2. See Timothy Good, Above Top Secret: The Worldwide UFO Cover-up,
New York: W. Morrow, 1988;  Alien Contact: Top-Secret UFO
Files Revealed, New York: W. Morrow, 1993.

3. For a fairly comprehensive treatment of such views, see
Albert Gore, Jr., Earth in the Balance, New York: Houghton-Mifflin,
1992. Also see Paul Ehrlich, Population/ Resources/
Environment, San Francisco: Freeman, 1972.

4. For one treatment of American history that goes into this,
see Clarence B. Carson, Basic American Government, 1993,
American Textbook Committee, Route 1, Box 13, Wadley, AL 36276.

5. There is abundant literature on this theme, most of it
lacking hard evidence. An example is Gary H. Kah, Enroute to
Global Occupation, 1992, Huntington House Publishers, POB
53788, Lafayette, LA 70505.

6. One author has identified such public authorities as the
Shadow Government, but it seems more likely that they are just
a part of it. See Donald Axelrod, Shadow Government: the hidden
world of public authorities and how they control $1 trillion
dollars of your money, New York: Wiley, 1992.
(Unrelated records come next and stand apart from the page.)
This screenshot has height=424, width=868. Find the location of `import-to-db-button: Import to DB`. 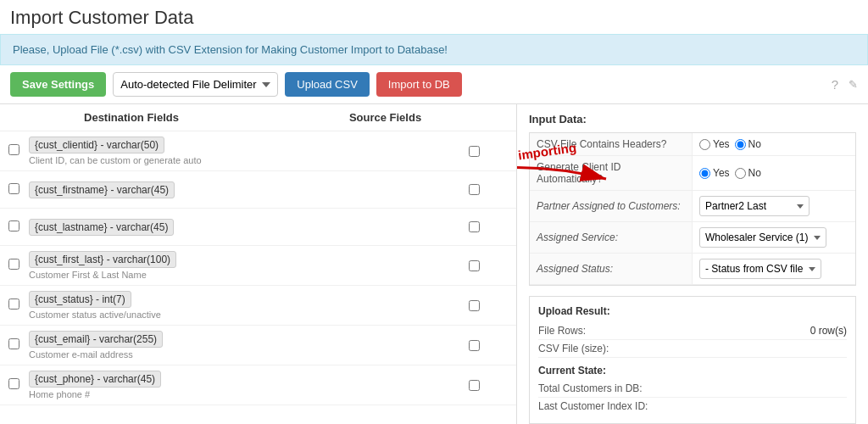

import-to-db-button: Import to DB is located at coordinates (419, 85).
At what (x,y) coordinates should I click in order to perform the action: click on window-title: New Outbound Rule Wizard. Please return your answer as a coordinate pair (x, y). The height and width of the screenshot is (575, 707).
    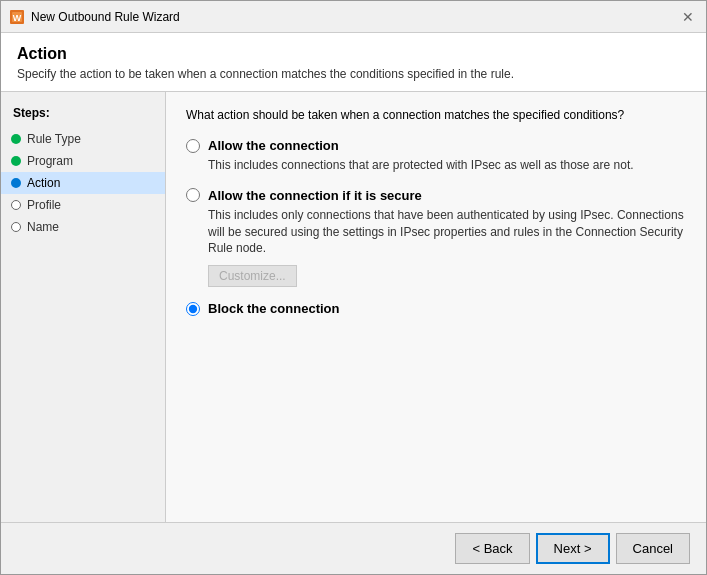
    Looking at the image, I should click on (354, 17).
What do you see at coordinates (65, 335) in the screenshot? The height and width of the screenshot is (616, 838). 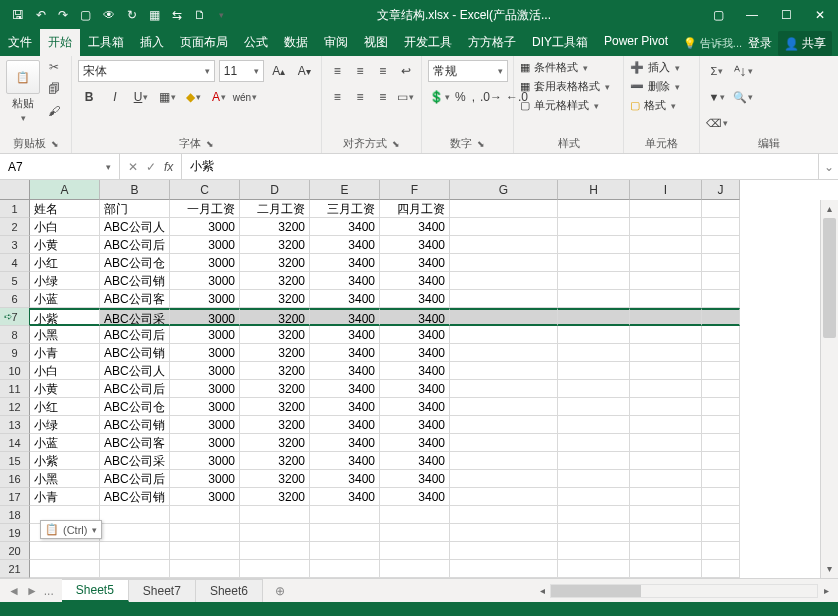 I see `cell: 小黑` at bounding box center [65, 335].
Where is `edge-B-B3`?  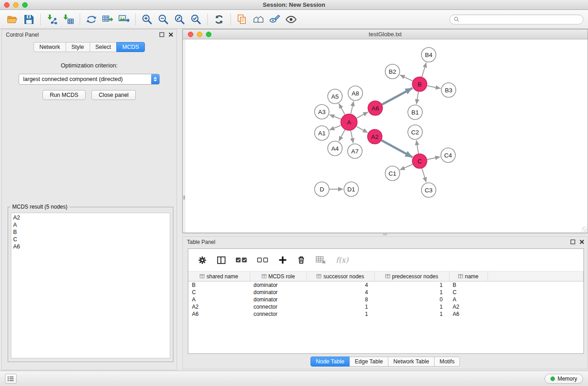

7. For a couple of sanitized depictions of this agency, see
Loch K. Johnson, America's Secret Power: the CIA in a
democratic society, New York: Oxford, 1989; Rhodri Jeffreys-Jones,
The CIA and American Democracy, New Haven: Yale, 1989.
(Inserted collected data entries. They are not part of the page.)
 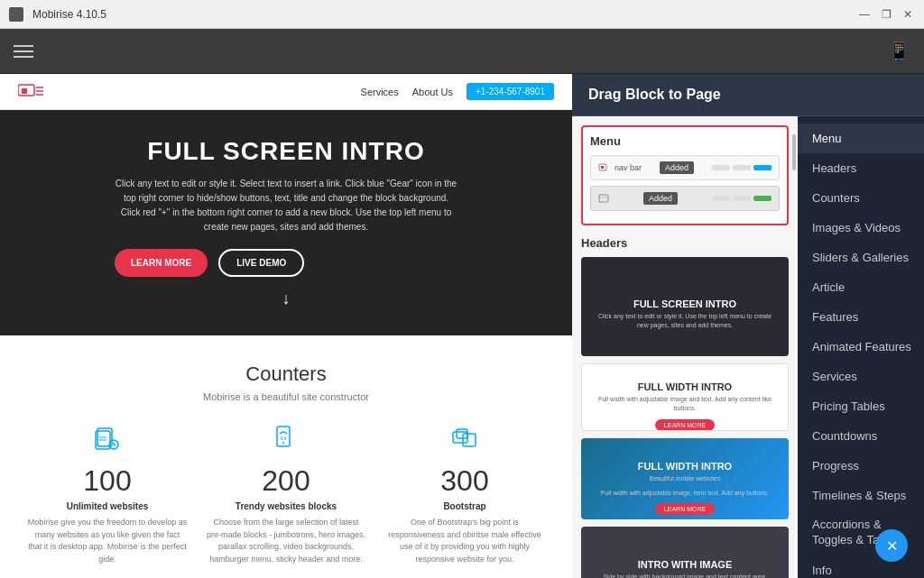 I want to click on counter-item-1: 100 Unlimited websites Mobirise give you…, so click(x=107, y=495).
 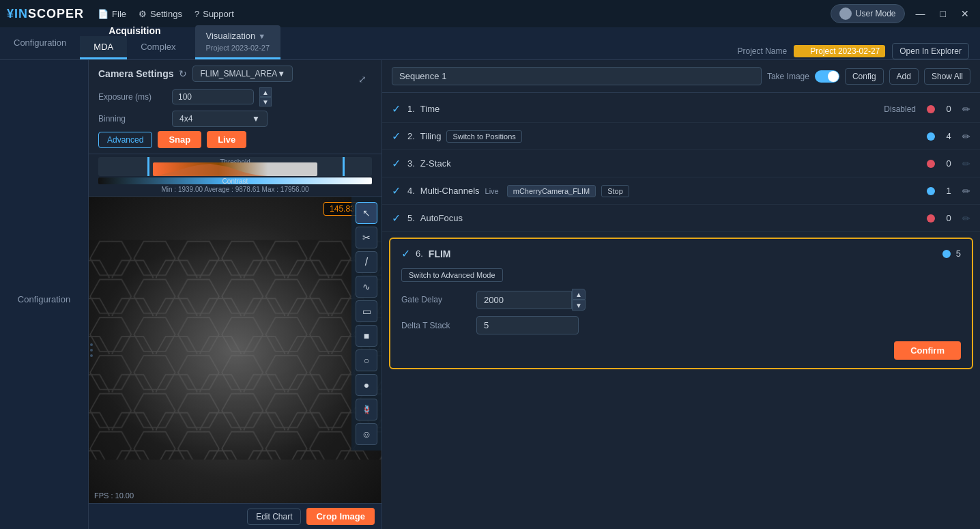 What do you see at coordinates (528, 325) in the screenshot?
I see `delta-t-input` at bounding box center [528, 325].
8. This is discussed in a paper by Martin Cannon, The
Controllers: A New Hypothesis of Alien Abductions, 1990, 8211
Owensmouth Av #206, Canoga Park, CA 91304. $6.00.

9. One discussion of this is William R. Tonso, The Gun Culture
and its Enemies, 1990, Second Amendment Foundation, James
Madison Building, 12500 N.E. Tenth Place, Bellevue, WA 98005.

11. For a comprehensive treatment of constitutional history and
law, see Bernard Schwartz, The Roots of the Bill of Rights, New
York: Chelsea House, 1980.

12. The ways this might occur are discussed in Joseph A.
Taintes, The Collapse of Complex Societies, New York:
Cambridge, 1988.

13. For some views on needed reforms, see Martin Gross, A Call
for Revolution, New York: Ballantine, 1993.